Just as clowns can take on eeriness beyond their happy exterior, the circus or local show has an element of darkness too. Skulls, graveyards, freakish natures and sinister elements abound in Archer's games. He uses suitcases, found and handcrafted materials to carefully create these scenes and their festive-coloured display housings. This entertaining exhibition, where the audience's participation is essential, showcases Archer's tinkering abilities and contrasts such worlds as the old and the new, the handmade and the mass-produced the low tech and high tech.
Every year an artist features throughout the SALA Festival, having a publication dedicated to their practice. This year Ken Bolton has written about Michelle Nikou and Greenaway Gallery are exhibiting her work. Nikou's work is tactile, relating to the domestic space and a familiarity with objects around her. She creates affection and attention for such homely things as under appreciated door snakes, toilet rolls or foodstuffs. Nikou plays with these shapes and forms and transfers them into traditionally based materials, most often bronze. Strands of bronze hair gather and cooperate to form legible words, unfortunate curtain rings are forever cursed with the sickly words of 'The Young And The Restless', 'Days Of Our Lives' or 'The Bold And The Beautiful'. How will they ever forget "You've made my life so perfect and complete" stamped into their undersides?
On Rundle Mall, the works of Marcin Kobylecki, Ben Quici and Paul Sloan in 'Minimal World' slip comfortably into the serene yet ritzy atmosphere of Hotel Richmond's First Bar. These paintings sit alongside a great display of art already in the hotel's collection and continue a feeling of patterns and luxurious items already created by the space itself. Kobylecki is an exception to this statement, painting in oil on canvas a bucket, open package and a box. These are everyday kind of items, and interestingly it is the paintings themselves that become treasure. Sloan's typically black and white paintings use linear strokes to draw chandeliers, diamonds and ornately decorative landscapes with the occasional disturbing severed head thrown in. Lastly, Quici paints figurative scenes, but his use of line and elaborate patterning makes you feel as if you have discovered real riches.
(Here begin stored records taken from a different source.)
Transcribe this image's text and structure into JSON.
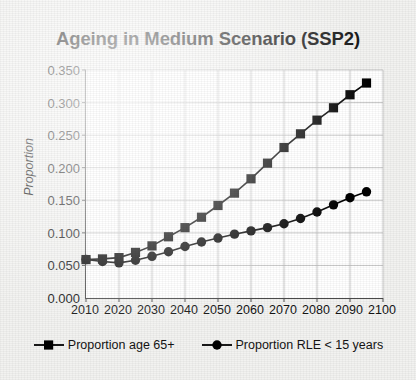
{
  "chart_data": {
    "type": "line",
    "title": "Ageing in Medium Scenario (SSP2)",
    "xlabel": "",
    "ylabel": "Proportion",
    "xlim": [
      2010,
      2100
    ],
    "ylim": [
      0.0,
      0.35
    ],
    "grid": true,
    "legend_position": "bottom",
    "x_ticks": [
      2010,
      2020,
      2030,
      2040,
      2050,
      2060,
      2070,
      2080,
      2090,
      2100
    ],
    "y_ticks": [
      "0.000",
      "0.050",
      "0.100",
      "0.150",
      "0.200",
      "0.250",
      "0.300",
      "0.350"
    ],
    "y_tick_values": [
      0.0,
      0.05,
      0.1,
      0.15,
      0.2,
      0.25,
      0.3,
      0.35
    ],
    "x": [
      2010,
      2015,
      2020,
      2025,
      2030,
      2035,
      2040,
      2045,
      2050,
      2055,
      2060,
      2065,
      2070,
      2075,
      2080,
      2085,
      2090,
      2095
    ],
    "series": [
      {
        "name": "Proportion age 65+",
        "marker": "square",
        "color": "#000000",
        "values": [
          0.059,
          0.06,
          0.062,
          0.07,
          0.08,
          0.094,
          0.108,
          0.124,
          0.142,
          0.161,
          0.183,
          0.207,
          0.231,
          0.252,
          0.273,
          0.292,
          0.312,
          0.33
        ]
      },
      {
        "name": "Proportion RLE < 15 years",
        "marker": "circle",
        "color": "#000000",
        "values": [
          0.059,
          0.056,
          0.054,
          0.058,
          0.064,
          0.071,
          0.079,
          0.086,
          0.092,
          0.098,
          0.103,
          0.108,
          0.114,
          0.122,
          0.132,
          0.143,
          0.154,
          0.163
        ]
      }
    ]
  },
  "legend": {
    "items": [
      {
        "label": "Proportion age 65+",
        "marker": "square"
      },
      {
        "label": "Proportion RLE < 15 years",
        "marker": "circle"
      }
    ]
  }
}
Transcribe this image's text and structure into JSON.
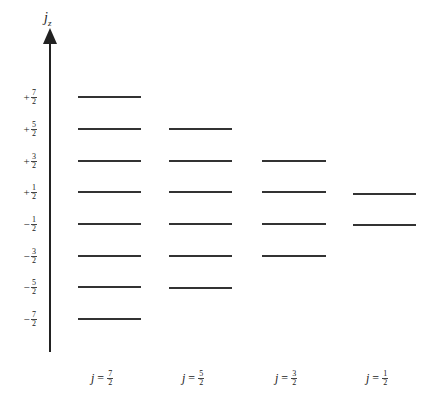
{
  "axis": {
    "label": "j",
    "label_sub": "z",
    "ticks": [
      {
        "sign": "+",
        "num": "7",
        "den": "2",
        "y": 97
      },
      {
        "sign": "+",
        "num": "5",
        "den": "2",
        "y": 129
      },
      {
        "sign": "+",
        "num": "3",
        "den": "2",
        "y": 161
      },
      {
        "sign": "+",
        "num": "1",
        "den": "2",
        "y": 192
      },
      {
        "sign": "−",
        "num": "1",
        "den": "2",
        "y": 224
      },
      {
        "sign": "−",
        "num": "3",
        "den": "2",
        "y": 256
      },
      {
        "sign": "−",
        "num": "5",
        "den": "2",
        "y": 287
      },
      {
        "sign": "−",
        "num": "7",
        "den": "2",
        "y": 319
      }
    ]
  },
  "columns": [
    {
      "j_label": "j",
      "eq": "=",
      "num": "7",
      "den": "2",
      "x1": 78,
      "x2": 141,
      "levels": [
        97,
        129,
        161,
        192,
        224,
        256,
        287,
        319
      ]
    },
    {
      "j_label": "j",
      "eq": "=",
      "num": "5",
      "den": "2",
      "x1": 169,
      "x2": 232,
      "levels": [
        129,
        161,
        192,
        224,
        256,
        288
      ]
    },
    {
      "j_label": "j",
      "eq": "=",
      "num": "3",
      "den": "2",
      "x1": 262,
      "x2": 326,
      "levels": [
        161,
        192,
        224,
        256
      ]
    },
    {
      "j_label": "j",
      "eq": "=",
      "num": "1",
      "den": "2",
      "x1": 353,
      "x2": 416,
      "levels": [
        194,
        225
      ]
    }
  ]
}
Exhibitions that should make it to a must see-list include 'Concord' at South Australian School of Art Gallery (UniSA City West Campus), 'Unloading' from Julia Moretti and Abbas Mehran at Barr Smith Library (Adelaide University) and work shown in the Carclew Foyer Gallery by Laura Amos, Mark Siebert and Jack Wilde. An honourable mention goes to the exhibition of fascinating shoes made by students of Marleston TAFE at Barlows Shoes on the mall.